Tags: journalism, newbiznews, newsinnovation Posted in Default | 13 Comments »
Wednesday, August 6th, 2008
At the Star-Ledger’s new LedgerLive daily news show from the newsroom (unofficial motto: It’s not TV, damnit), we are watching a big, old paper fight for its survival as it announced buyouts and a possible sale. And the grand irony is that we’re watching this even as the paper reinvents itself in a new medium: online video. The new show and the momentous news about the newspaper came in the same week.
I was in the newsroom on Friday to watch LedgerLive being broadcast and I heard the staff talking about the paper’s and their future, of course. Some of these folks are going to be, well, independent in the fall if they elect to take the buyout and it comes off as announced.

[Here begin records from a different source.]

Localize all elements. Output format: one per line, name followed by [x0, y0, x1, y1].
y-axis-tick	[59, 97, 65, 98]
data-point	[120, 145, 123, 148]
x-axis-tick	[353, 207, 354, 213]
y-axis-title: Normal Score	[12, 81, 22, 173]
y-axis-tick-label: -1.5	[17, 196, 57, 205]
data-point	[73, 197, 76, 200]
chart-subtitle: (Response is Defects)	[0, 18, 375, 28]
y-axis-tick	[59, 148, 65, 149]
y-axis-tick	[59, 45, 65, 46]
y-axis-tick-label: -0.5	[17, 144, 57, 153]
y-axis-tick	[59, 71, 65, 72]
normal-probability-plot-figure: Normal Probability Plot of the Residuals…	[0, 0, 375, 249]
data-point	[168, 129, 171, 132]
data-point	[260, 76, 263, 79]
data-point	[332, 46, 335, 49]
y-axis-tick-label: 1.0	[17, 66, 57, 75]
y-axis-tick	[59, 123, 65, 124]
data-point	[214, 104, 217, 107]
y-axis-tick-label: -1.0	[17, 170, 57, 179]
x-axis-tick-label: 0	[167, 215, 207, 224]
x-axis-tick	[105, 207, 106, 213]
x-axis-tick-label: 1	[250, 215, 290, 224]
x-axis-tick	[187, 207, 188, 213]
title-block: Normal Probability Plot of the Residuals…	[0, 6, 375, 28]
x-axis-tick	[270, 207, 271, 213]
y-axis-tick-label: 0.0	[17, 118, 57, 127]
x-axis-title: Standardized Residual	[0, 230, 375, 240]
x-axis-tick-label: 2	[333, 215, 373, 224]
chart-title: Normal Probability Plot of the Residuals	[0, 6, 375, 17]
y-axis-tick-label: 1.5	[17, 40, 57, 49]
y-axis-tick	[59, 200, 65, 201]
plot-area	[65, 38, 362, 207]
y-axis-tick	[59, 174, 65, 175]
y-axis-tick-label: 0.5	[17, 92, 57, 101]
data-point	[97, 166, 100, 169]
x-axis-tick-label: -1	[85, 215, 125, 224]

But what struck me listening to them is that they are not prepared for that independent life. I was looking at this from the perspective of being both a former newspaperman who did find a new life in the academe and elsewhere and from the perspective of now being a journalism educator. It is vital that we prepare journalists for this new and independent life or we will lose their journalism. Preparation, to me, means both training - it’s a great thing that Ledger print people are making video in the Rosenblum Method - and setting up an infrastructure to help them create sustainable journalistic enterprises if at all possible. The first factor is why I’m trying to establish a continuing education program for professionals at CUNY. The second is why I’m holding a summit for new business models for news there. That’s my perspective.
I thought the journalists there would benefit from hearing from someone who found life after print and so I suggested to the Ledger’s digiczar, John Hassell, that they get hyperlocal postergirl Debbie Galant to make a video for an upcoming episode of LedgerLive. It didn’t turn out exactly as I’d predicted but it did turn out the start of an entertaining discussion that captures the life-and-death questions journalists across the country are facing now.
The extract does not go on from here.